Ireland still lost in the smoke as Sweden finds the pot of gold

Monday 17 March – As Ireland marks St. Patrick’s Day, it should also have been celebrating its year of becoming officially ‘smoke-free’. But it remains far from achieving its goal of reducing smoking prevalence to less than 5% by 2025.

Despite its ambitious targets, Ireland’s smoking rate is still 16% – a modest decline from 18% in 2020. At the current pace, Ireland won’t reach its goal before 2050.

Meanwhile, Sweden has found the pot of gold. Having set the same smoke-free objective for 2025, Sweden is on the brink of success, with just 5.3% of adults smoking.

Sweden has achieved this remarkable reduction by embracing tobacco harm reduction, making safer nicotine alternatives – such as snus, modern nicotine pouches and vapes – acceptable, accessible and affordable to adult smokers.

“Sweden has halved smoking rates in just over a decade by following a science-based, harm reduction approach,” said Dr. Delon Human, leader of Smoke Free Sweden. “They did not achieve this by banning products or restricting choices. They empowered smokers with safer alternatives – and the results speak for themselves.”

In contrast, Ireland has taken a restrictive stance against alternative nicotine products. The government has announced plans to ban disposable vapes, limit e-liquid flavours to tobacco only and introduce a 50-cent per millilitre excise tax on e-liquids. These measures threaten to undermine smoking cessation efforts and push more smokers back to cigarettes.

“Ireland’s smoking rate is still nearly three times that of Sweden’s,” Dr. Human continued. “Instead of relying on the luck of the Irish, policymakers should follow the evidence-based policies that work. Sweden’s experience proves that embracing harm reduction is the fastest and most effective path to a smoke-free future.”

As Ireland struggles to meet its targets, Smoke Free Sweden urges policymakers to reconsider their approach and adopt a pragmatic harm reduction strategy that has already delivered results elsewhere in Europe.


_Activity_
Copy each record exactly and skip its pictures.

━━ Provided data

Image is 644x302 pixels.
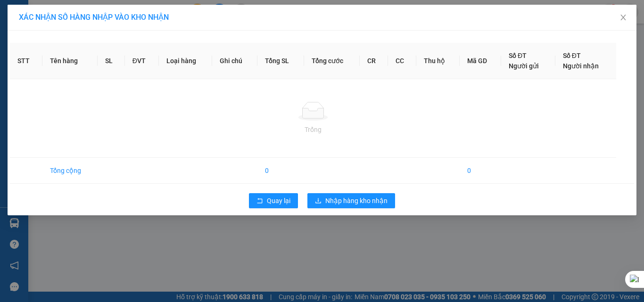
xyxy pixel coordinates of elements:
th: Loại hàng [159,43,213,79]
span: Số ĐT [562,52,580,59]
th: CR [360,43,388,79]
td: 0 [257,158,304,183]
th: Thu hộ [416,43,459,79]
button: rollbackQuay lại [249,193,298,208]
span: Nhập hàng kho nhận [325,196,387,206]
button: downloadNhập hàng kho nhận [307,193,394,208]
span: Quay lại [266,196,290,206]
span: XÁC NHẬN SỐ HÀNG NHẬP VÀO KHO NHẬN [19,13,169,22]
th: Tên hàng [42,43,98,79]
span: Người gửi [508,62,539,70]
div: Trống [18,124,608,135]
td: Tổng cộng [42,158,98,183]
th: Tổng cước [304,43,360,79]
th: Ghi chú [212,43,257,79]
button: Close [610,5,636,31]
span: download [314,198,321,205]
th: SL [98,43,124,79]
span: Số ĐT [508,52,526,59]
span: close [620,14,627,22]
th: ĐVT [125,43,159,79]
td: 0 [459,158,501,183]
span: rollback [256,198,263,205]
th: STT [10,43,42,79]
th: Tổng SL [257,43,304,79]
th: CC [388,43,416,79]
span: Người nhận [562,62,598,70]
th: Mã GD [459,43,501,79]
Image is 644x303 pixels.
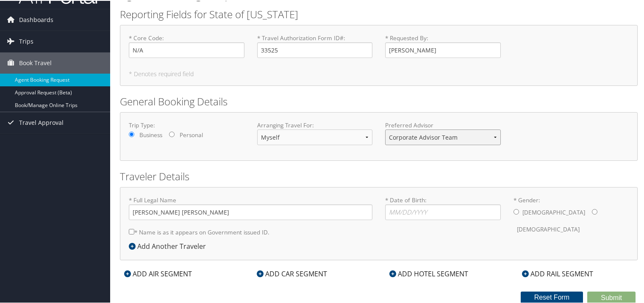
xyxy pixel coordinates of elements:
[129,33,245,57] label: * Core Code :
[120,94,638,108] h2: General Booking Details
[129,195,372,219] label: * Full Legal Name
[129,240,210,251] div: Add Another Traveler
[129,224,269,239] label: * Name is as it appears on Government issued ID.
[19,111,64,132] span: Travel Approval
[521,290,584,302] button: Reset Form
[518,268,597,278] div: ADD RAIL SEGMENT
[129,228,134,233] input: * Name is as it appears on Government issued ID.
[514,195,629,237] label: * Gender:
[592,208,597,213] input: * Gender:[DEMOGRAPHIC_DATA][DEMOGRAPHIC_DATA]
[385,33,501,57] label: * Requested By :
[385,41,501,57] input: * Requested By:
[257,121,372,128] label: Arranging Travel For:
[19,52,52,73] span: Book Travel
[385,268,472,278] div: ADD HOTEL SEGMENT
[514,208,519,213] input: * Gender:[DEMOGRAPHIC_DATA][DEMOGRAPHIC_DATA]
[385,121,501,128] label: Preferred Advisor
[120,6,638,21] h2: Reporting Fields for State of [US_STATE]
[129,204,372,219] input: * Full Legal Name
[120,268,196,278] div: ADD AIR SEGMENT
[19,30,33,52] span: Trips
[120,168,638,182] h2: Traveler Details
[129,121,245,128] label: Trip Type:
[140,130,162,138] label: Business
[517,221,580,236] label: [DEMOGRAPHIC_DATA]
[523,204,585,220] label: [DEMOGRAPHIC_DATA]
[257,41,372,57] input: * Travel Authorization Form ID#:
[129,71,629,76] h5: * Denotes required field
[253,268,331,278] div: ADD CAR SEGMENT
[129,41,245,57] input: * Core Code:
[179,130,203,138] label: Personal
[385,195,501,219] label: * Date of Birth:
[19,9,53,29] span: Dashboards
[385,204,501,219] input: * Date of Birth:
[257,33,372,57] label: * Travel Authorization Form ID# :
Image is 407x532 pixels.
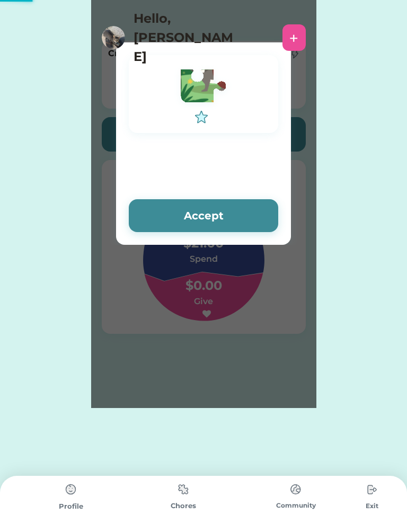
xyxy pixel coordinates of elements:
img: interface-favorite-star--reward-rating-rate-social-star-media-favorite-like-stars.svg [195,111,207,124]
h4: Hello, [PERSON_NAME] [134,9,239,66]
img: type%3Dchores%2C%20state%3Ddefault.svg [361,479,382,500]
img: Vector.svg [174,65,233,111]
img: https%3A%2F%2F1dfc823d71cc564f25c7cc035732a2d8.cdn.bubble.io%2Ff1754094113168x966788797778818000%... [102,26,125,49]
div: Chores [127,501,239,511]
img: type%3Dchores%2C%20state%3Ddefault.svg [285,479,306,500]
button: Accept [129,199,278,232]
div: Profile [15,501,127,512]
img: type%3Dchores%2C%20state%3Ddefault.svg [60,479,82,500]
div: Exit [352,501,392,511]
img: type%3Dchores%2C%20state%3Ddefault.svg [173,479,194,500]
div: + [289,30,298,45]
div: Community [239,501,352,510]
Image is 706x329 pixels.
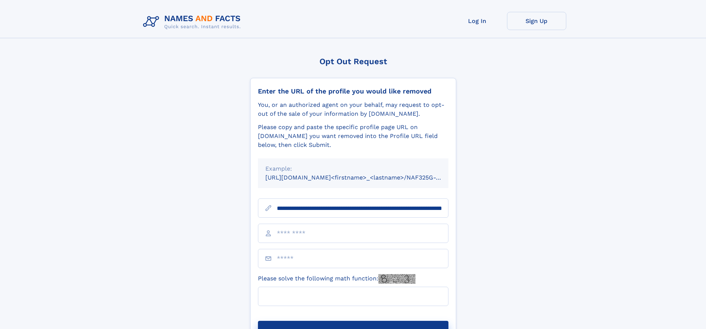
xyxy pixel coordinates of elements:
[258,87,448,95] div: Enter the URL of the profile you would like removed
[507,12,566,30] a: Sign Up
[448,12,507,30] a: Log In
[265,164,441,173] div: Example:
[140,12,247,32] img: Logo Names and Facts
[265,174,462,181] small: [URL][DOMAIN_NAME]<firstname>_<lastname>/NAF325G-xxxxxxxx
[258,274,415,283] label: Please solve the following math function:
[258,123,448,149] div: Please copy and paste the specific profile page URL on [DOMAIN_NAME] you want removed into the Pr...
[250,57,456,66] div: Opt Out Request
[258,100,448,118] div: You, or an authorized agent on your behalf, may request to opt-out of the sale of your informatio...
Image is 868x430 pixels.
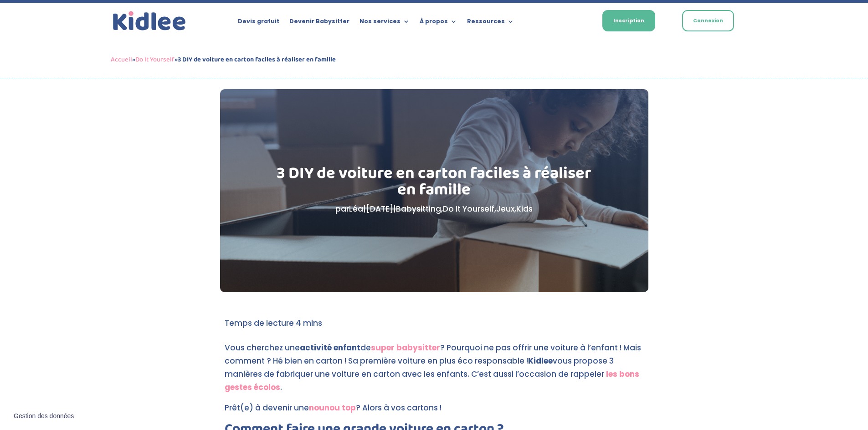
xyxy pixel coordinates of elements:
h1: 3 DIY de voiture en carton faciles à réaliser en famille [265,165,602,203]
a: Inscription [602,10,655,31]
a: Kids [516,203,532,215]
a: Do It Yourself [135,54,175,65]
a: Kidlee Logo [111,9,188,33]
a: Nos services [359,18,410,28]
a: Connexion [682,10,734,31]
a: les bons gestes écolos [224,368,639,392]
a: super babysitter [371,342,440,353]
span: » » [111,54,336,65]
a: Accueil [111,54,132,65]
p: Vous cherchez une de ? Pourquoi ne pas offrir une voiture à l’enfant ! Mais comment ? Hé bien en ... [224,341,644,402]
a: Devenir Babysitter [289,18,349,28]
a: Babysitting [396,203,441,215]
a: Do It Yourself [442,203,495,215]
a: À propos [419,18,457,28]
a: Léa [349,203,363,215]
strong: activité enfant [300,342,361,353]
p: Prêt(e) à devenir une ? Alors à vos cartons ! [224,401,644,422]
a: Jeux [496,203,515,215]
a: nounou top [309,402,356,413]
img: logo_kidlee_bleu [111,9,188,33]
img: Français [568,18,576,24]
span: Gestion des données [14,412,74,420]
button: Gestion des données [8,407,79,426]
a: Ressources [466,18,514,28]
p: par | | , , , [265,203,602,215]
a: Devis gratuit [238,18,279,28]
strong: 3 DIY de voiture en carton faciles à réaliser en famille [178,54,336,65]
span: [DATE] [365,203,393,215]
strong: Kidlee [528,356,552,366]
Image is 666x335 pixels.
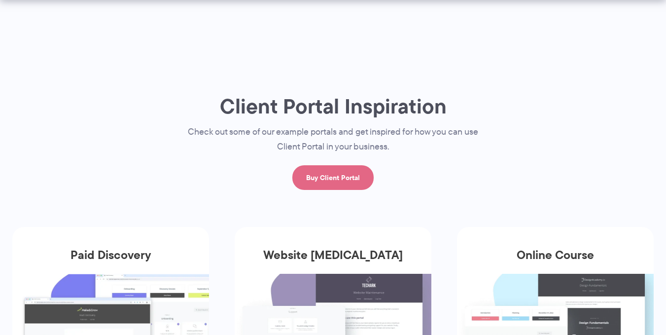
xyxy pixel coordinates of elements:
h3: Paid Discovery [12,248,209,274]
h3: Website [MEDICAL_DATA] [235,248,432,274]
h1: Client Portal Inspiration [168,93,499,119]
h3: Online Course [457,248,654,274]
p: Check out some of our example portals and get inspired for how you can use Client Portal in your ... [168,125,499,154]
a: Buy Client Portal [293,165,374,190]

━━━━

_Answer box_
Image is 644x302 pixels.
xyxy pixel coordinates of elements:
th: Loại hàng [159,43,213,79]
span: Số ĐT [562,52,580,59]
th: CR [360,43,388,79]
td: 0 [257,158,304,183]
th: Thu hộ [416,43,459,79]
button: rollbackQuay lại [249,193,298,208]
span: Nhập hàng kho nhận [325,196,387,206]
button: downloadNhập hàng kho nhận [307,193,394,208]
span: Quay lại [266,196,290,206]
span: XÁC NHẬN SỐ HÀNG NHẬP VÀO KHO NHẬN [19,13,169,22]
th: Tên hàng [42,43,98,79]
span: Người gửi [508,62,539,70]
div: Trống [18,124,608,135]
td: Tổng cộng [42,158,98,183]
th: Tổng cước [304,43,360,79]
th: Ghi chú [212,43,257,79]
button: Close [610,5,636,31]
span: download [314,198,321,205]
th: SL [98,43,124,79]
span: Số ĐT [508,52,526,59]
span: close [620,14,627,22]
th: ĐVT [125,43,159,79]
td: 0 [459,158,501,183]
span: rollback [256,198,263,205]
th: STT [10,43,42,79]
th: Tổng SL [257,43,304,79]
th: CC [388,43,416,79]
span: Người nhận [562,62,598,70]
th: Mã GD [459,43,501,79]
Image is 644x303 pixels.
xyxy pixel coordinates of elements:
[129,33,245,57] label: * Core Code :
[120,94,638,108] h2: General Booking Details
[129,195,372,219] label: * Full Legal Name
[129,240,210,251] div: Add Another Traveler
[129,224,269,239] label: * Name is as it appears on Government issued ID.
[19,111,64,132] span: Travel Approval
[521,290,584,302] button: Reset Form
[518,268,597,278] div: ADD RAIL SEGMENT
[129,228,134,233] input: * Name is as it appears on Government issued ID.
[514,195,629,237] label: * Gender:
[592,208,597,213] input: * Gender:[DEMOGRAPHIC_DATA][DEMOGRAPHIC_DATA]
[385,33,501,57] label: * Requested By :
[385,41,501,57] input: * Requested By:
[257,121,372,128] label: Arranging Travel For:
[19,52,52,73] span: Book Travel
[385,268,472,278] div: ADD HOTEL SEGMENT
[514,208,519,213] input: * Gender:[DEMOGRAPHIC_DATA][DEMOGRAPHIC_DATA]
[385,121,501,128] label: Preferred Advisor
[120,6,638,21] h2: Reporting Fields for State of [US_STATE]
[129,204,372,219] input: * Full Legal Name
[120,268,196,278] div: ADD AIR SEGMENT
[19,30,33,52] span: Trips
[120,168,638,182] h2: Traveler Details
[129,121,245,128] label: Trip Type:
[140,130,162,138] label: Business
[517,221,580,236] label: [DEMOGRAPHIC_DATA]
[523,204,585,220] label: [DEMOGRAPHIC_DATA]
[257,41,372,57] input: * Travel Authorization Form ID#:
[129,71,629,76] h5: * Denotes required field
[253,268,331,278] div: ADD CAR SEGMENT
[129,41,245,57] input: * Core Code:
[179,130,203,138] label: Personal
[385,195,501,219] label: * Date of Birth:
[19,9,53,29] span: Dashboards
[385,204,501,219] input: * Date of Birth:
[257,33,372,57] label: * Travel Authorization Form ID# :
Image is 407x532 pixels.
xyxy pixel coordinates of elements:
img: interface-favorite-star--reward-rating-rate-social-star-media-favorite-like-stars.svg [195,111,207,124]
h4: Hello, [PERSON_NAME] [134,9,239,66]
img: type%3Dchores%2C%20state%3Ddefault.svg [361,479,382,500]
img: Vector.svg [174,65,233,111]
img: https%3A%2F%2F1dfc823d71cc564f25c7cc035732a2d8.cdn.bubble.io%2Ff1754094113168x966788797778818000%... [102,26,125,49]
div: Chores [127,501,239,511]
img: type%3Dchores%2C%20state%3Ddefault.svg [285,479,306,500]
button: Accept [129,199,278,232]
div: Profile [15,501,127,512]
img: type%3Dchores%2C%20state%3Ddefault.svg [60,479,82,500]
div: Exit [352,501,392,511]
img: type%3Dchores%2C%20state%3Ddefault.svg [173,479,194,500]
div: + [289,30,298,45]
div: Community [239,501,352,510]
Image is 706x329 pixels.
xyxy pixel coordinates of elements:
[258,87,448,95] div: Enter the URL of the profile you would like removed
[507,12,566,30] a: Sign Up
[448,12,507,30] a: Log In
[265,164,441,173] div: Example:
[140,12,247,32] img: Logo Names and Facts
[265,174,462,181] small: [URL][DOMAIN_NAME]<firstname>_<lastname>/NAF325G-xxxxxxxx
[258,274,415,283] label: Please solve the following math function:
[258,123,448,149] div: Please copy and paste the specific profile page URL on [DOMAIN_NAME] you want removed into the Pr...
[250,57,456,66] div: Opt Out Request
[258,100,448,118] div: You, or an authorized agent on your behalf, may request to opt-out of the sale of your informatio...
Image is 868x430 pixels.
xyxy pixel coordinates of elements:
h1: 3 DIY de voiture en carton faciles à réaliser en famille [265,165,602,203]
a: Inscription [602,10,655,31]
a: Kids [516,203,532,215]
a: Do It Yourself [135,54,175,65]
a: Kidlee Logo [111,9,188,33]
a: Nos services [359,18,410,28]
a: Connexion [682,10,734,31]
a: les bons gestes écolos [224,368,639,392]
a: super babysitter [371,342,440,353]
span: » » [111,54,336,65]
a: Accueil [111,54,132,65]
p: Vous cherchez une de ? Pourquoi ne pas offrir une voiture à l’enfant ! Mais comment ? Hé bien en ... [224,341,644,402]
a: Devenir Babysitter [289,18,349,28]
a: Babysitting [396,203,441,215]
a: Do It Yourself [442,203,495,215]
a: À propos [419,18,457,28]
a: Léa [349,203,363,215]
strong: activité enfant [300,342,361,353]
p: Prêt(e) à devenir une ? Alors à vos cartons ! [224,401,644,422]
a: Jeux [496,203,515,215]
a: nounou top [309,402,356,413]
img: logo_kidlee_bleu [111,9,188,33]
img: Français [568,18,576,24]
span: Gestion des données [14,412,74,420]
button: Gestion des données [8,407,79,426]
a: Ressources [466,18,514,28]
p: par | | , , , [265,203,602,215]
a: Devis gratuit [238,18,279,28]
strong: 3 DIY de voiture en carton faciles à réaliser en famille [178,54,336,65]
span: [DATE] [365,203,393,215]
strong: Kidlee [528,356,552,366]
Image is 666x335 pixels.
xyxy pixel coordinates of elements:
h3: Paid Discovery [12,248,209,274]
h3: Website [MEDICAL_DATA] [235,248,432,274]
h1: Client Portal Inspiration [168,93,499,119]
h3: Online Course [457,248,654,274]
p: Check out some of our example portals and get inspired for how you can use Client Portal in your ... [168,125,499,154]
a: Buy Client Portal [293,165,374,190]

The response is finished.